This curved soprano saxophone is 100 years old. It was hand-crafted in Elkhart, Indiana — the "Band Instrument Capital of the World" — at a factory called C.G. Conn, Ltd.
M142059 — this number, stamped right on the body, tells us exactly when and where it was made: 1924, Elkhart, Indiana.
Conn also helped invent the sousaphone — the giant coiled horn you see in marching bands — with famous bandleader John Philip Sousa!
The serial number M142059 stamped on the body — our time-stamp from 1924
The hand-engraved bell — every swirl was carved by a human artist in 1924
See those shimmering circles on the keys? Those are mother-of-pearl touches — the same material found in fancy jewelry. Only professional musicians bought instruments with this upgrade.
The G# key has a smooth cup, not a ridged "nail-file" surface. Conn switched to the ridged design after serial number 145,400 in 1925. This horn — at 142,059 — was made just 3,341 instruments before that change!
The mother-of-pearl key touches — a 100-year-old Artist Grade upgrade
Charles Gerard Conn opens his factory in Elkhart, Indiana — after a bar fight left his lip cut and he couldn't play his cornet!
Serial M142059 rolls off the Elkhart production line as a top-of-the-line "Artist Grade" curved soprano.
"Your Mother's Son-in-Law" — a star is born. This saxophone was already 9 years old.
Our musician joins the New York jazz scene, becoming a sought-after session saxophonist for major labels.
September 30, 1949 — Decca Studios, NYC. Pat Nizza, Billie Holiday, and Louis Armstrong all in the same room. This saxophone was there.

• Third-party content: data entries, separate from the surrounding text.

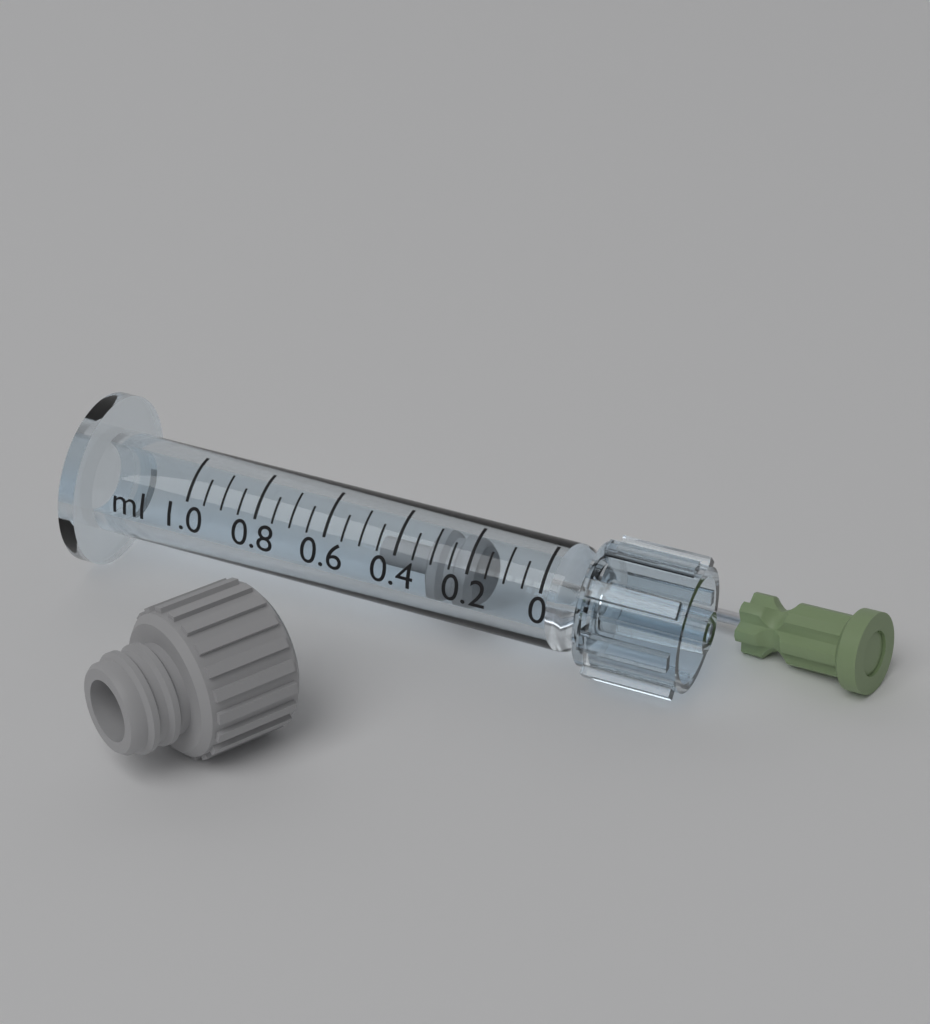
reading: 0.20 ml
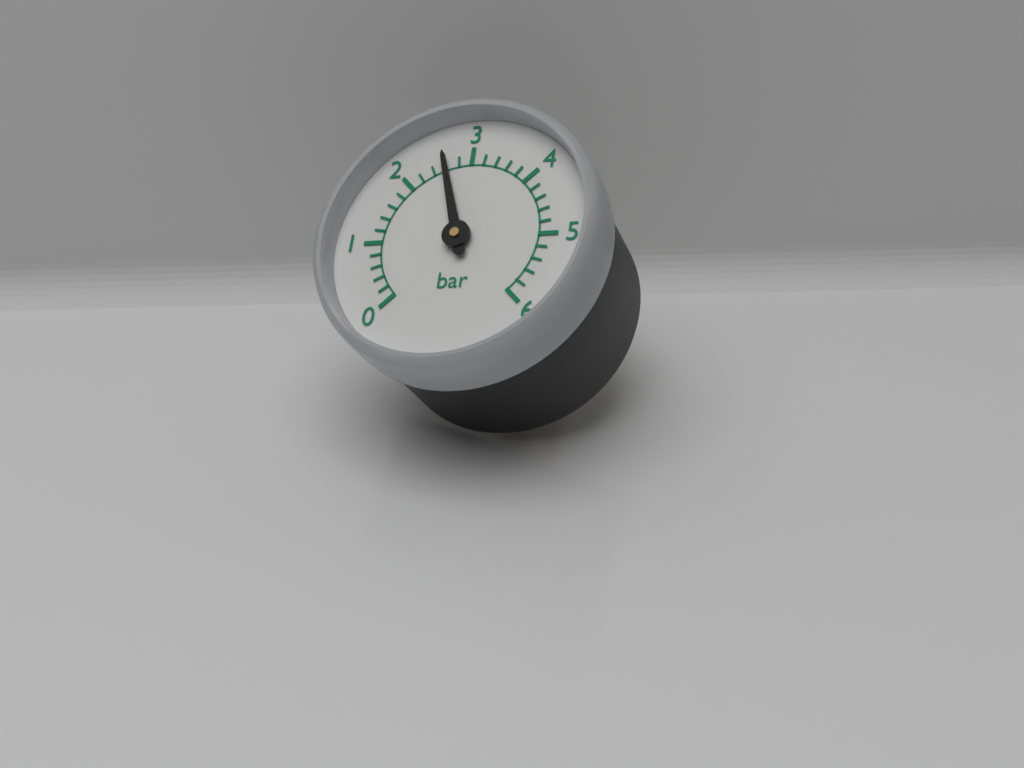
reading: 2.6 bar
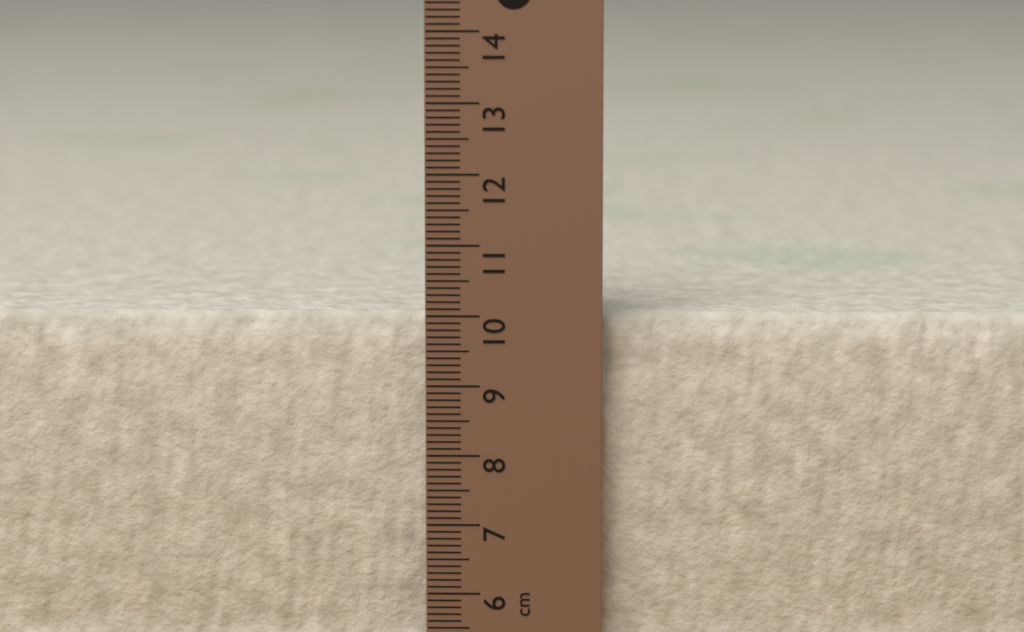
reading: 10.0 cm
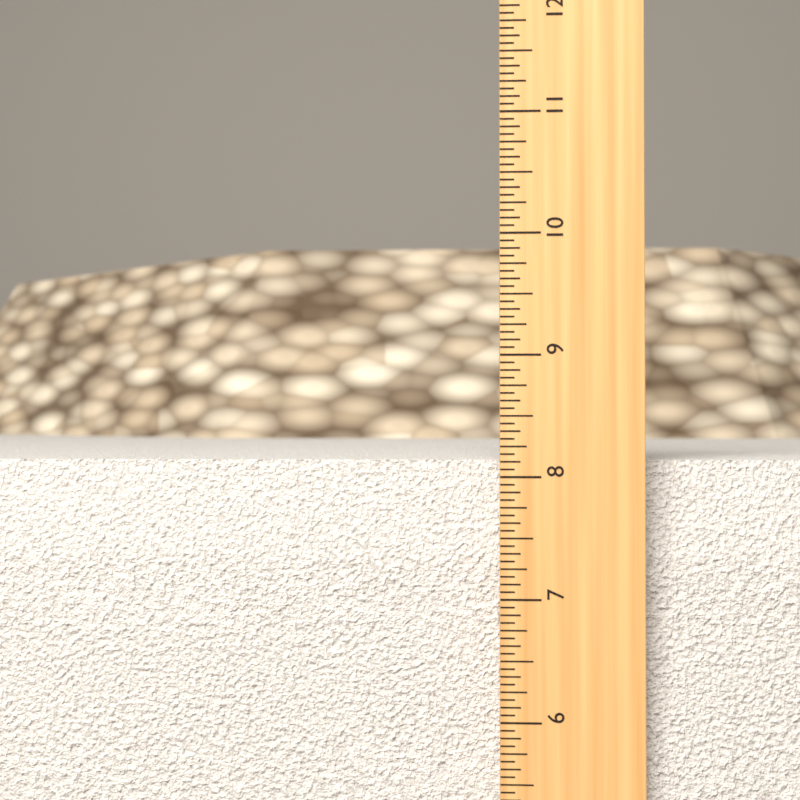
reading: 8.1250 in
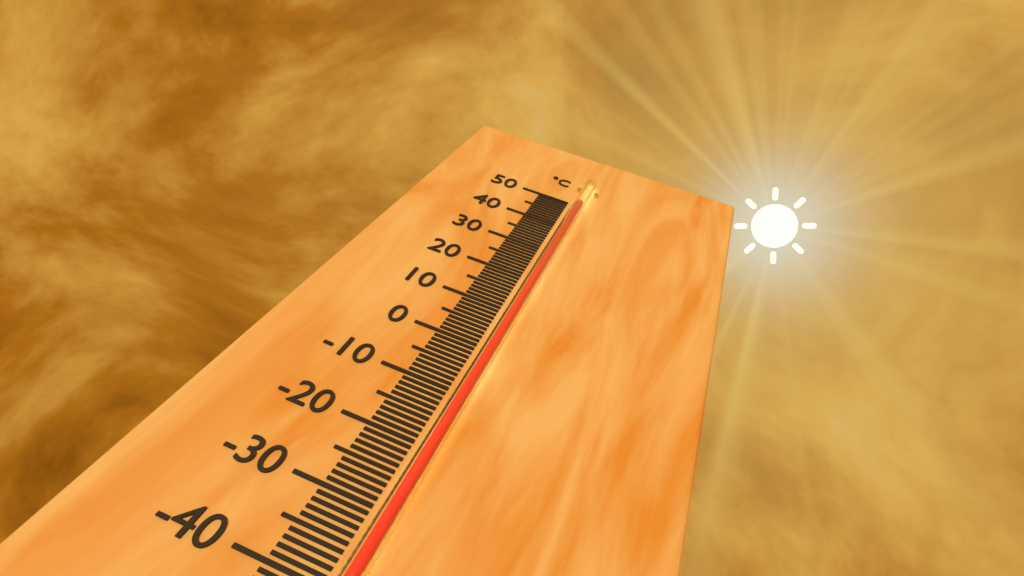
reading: 49 °C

On September 30, 1949, something extraordinary happened at Decca Studios in New York City. Two of the greatest jazz musicians in history — Billie Holiday and Louis Armstrong — recorded together for the only time in their lives.
Known as "Lady Day," Billie Holiday (1915–1959) was one of the most emotional, expressive singers in jazz history. Songs like Strange Fruit and God Bless the Child made her a legend.
"Satchmo" Louis Armstrong (1901–1971) was so important to jazz that some people call him the person who invented the modern music solo. His trumpet playing and gravelly singing changed music forever.
Billie Holiday and Louis Armstrong — from the Louis Armstrong House Museum
Billie Holiday, 1949 — the same year as the historic Decca session
| Clue | Where We Found It | Status |
|---|---|---|
| Horn is a real 1924 Conn 4M Series I | Serial number chart + physical inspection | ✓ Confirmed |
| Pat Nizza played on the Sept. 30, 1949 Decca session | Jazz Discography Project, Wikipedia, billieholidaysongs.com | ✓ Confirmed |
| That session is the ONLY time Holiday & Armstrong recorded together | Louis Armstrong House Museum | ✓ Confirmed |
| Nizza played SOPRANO sax at that session (not just tenor) | Enciclopedia del Jazz (Italy) — lists him as (st-sb) = tenor + soprano | ✓ Confirmed |
| Soprano is audible on a specific track | Need to analyze original recordings / NYPL score archive | ⏳ Being Investigated |
Most English discographies just say "tenor sax." But the Italian jazz encyclopedia used a special code: (st-sb) — "st" = tenor, "sb" = soprano. Pat Nizza doubled BOTH instruments at that session. A soprano saxophone was physically present in the studio that day.
The three songs recorded at that September 30, 1949 session are available online right now. Listen closely to the saxophone section — you might be hearing the very horn in this family's collection!
Billie Holiday & Louis Armstrong duet — Decca Records, 1949
▶ Listen on YouTubeBillie Holiday & Louis Armstrong duet — the funnier of the two duets!
▶ Listen on YouTubeThis is the soprano saxophone of Pat Nizza — a professional musician who was confirmed by multiple jazz history databases to have played soprano saxophone in the studio on the day Billie Holiday and Louis Armstrong made their only recording together.
The family's story checks out. The serial number, the Italian discography, the history — it all lines up. This horn was in that room.